In a few years, the streamlined, cross-platform searching that Hipmunk and Expedia are creating will be taken for granted because any company worth anything will have to offer it. So far Hipmunk Anywhere is more intuitive than Expedia's Scratchpad with fewer clicks or taps, but these are very early days.
World Cup buzz is expected to attract tourists to smaller Brazilian cities, while search growth is more modest in São Paulo and Rio de Janeiro where tourism has already taken off.
To paraphrase a certain baseball philospher, it's getting late very early for flight-search startups. For any chance of success, they'd better offer something unique, have a lot of funding, and figure out how to attract substantial revenue elsewhere.
Facebook's success with Graph Search depends entirely upon users' willingness to share as much as they currently do, and then some. Whether or not that will continue to be the case is still to be determined.
Road warriors need not apply, but Bootsnall is tackling a mammoth, complex battle for those leisure travelers who are set on exploring the world. If the Indie booking engine works as advertised, Bootsnall will make some headway because of it.

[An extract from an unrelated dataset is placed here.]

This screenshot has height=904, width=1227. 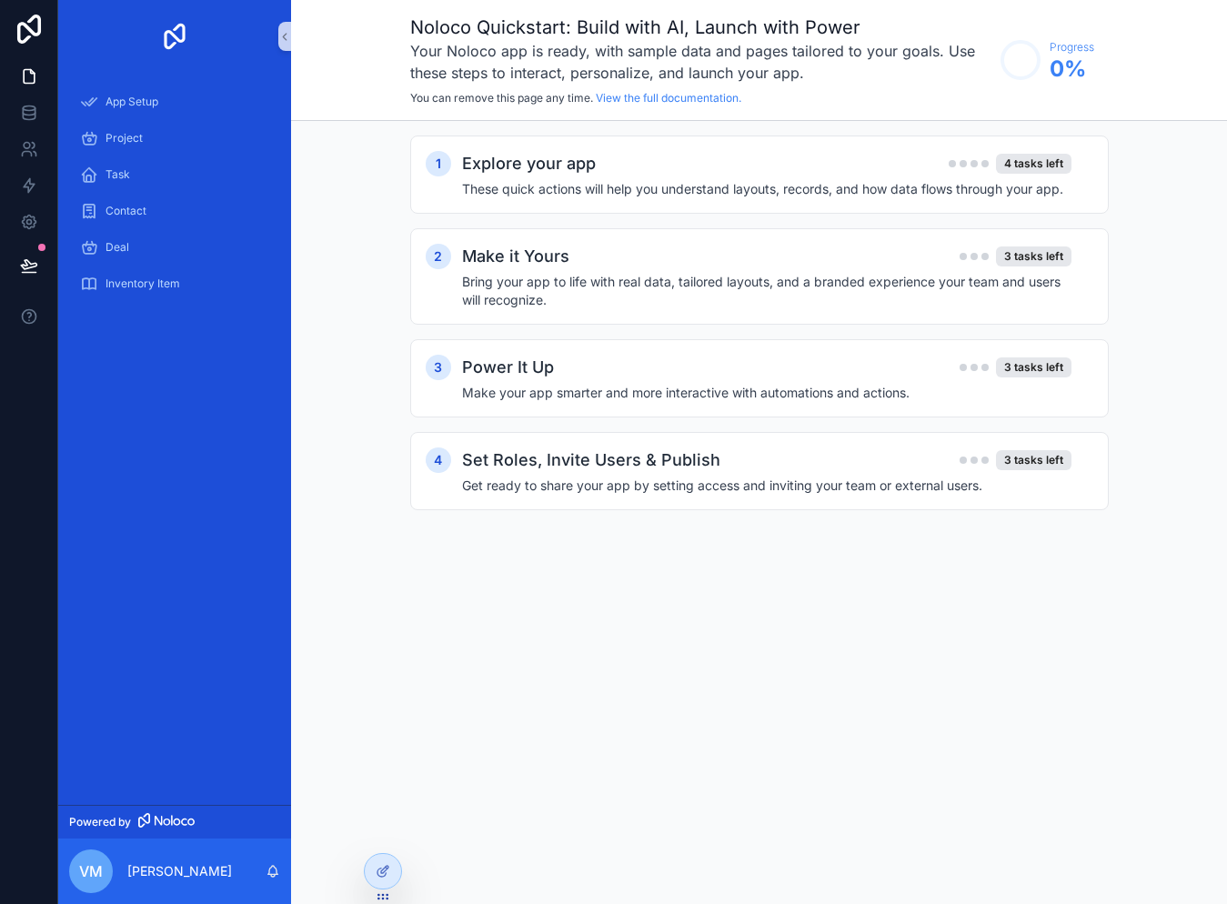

The FTC should realize that Google's pointing consumers to its own products does indeed cause consumer harm. A free pass from the FTC would be a setback for consumers, although European regulators would likely be tougher on Google and could force some changes in its vertical-search practices.
User-generated reviews are beginning to pay a significantly larger role in travelers’ decision processes, but hotels can still participate in the conversation by replying to positive and negative reviews.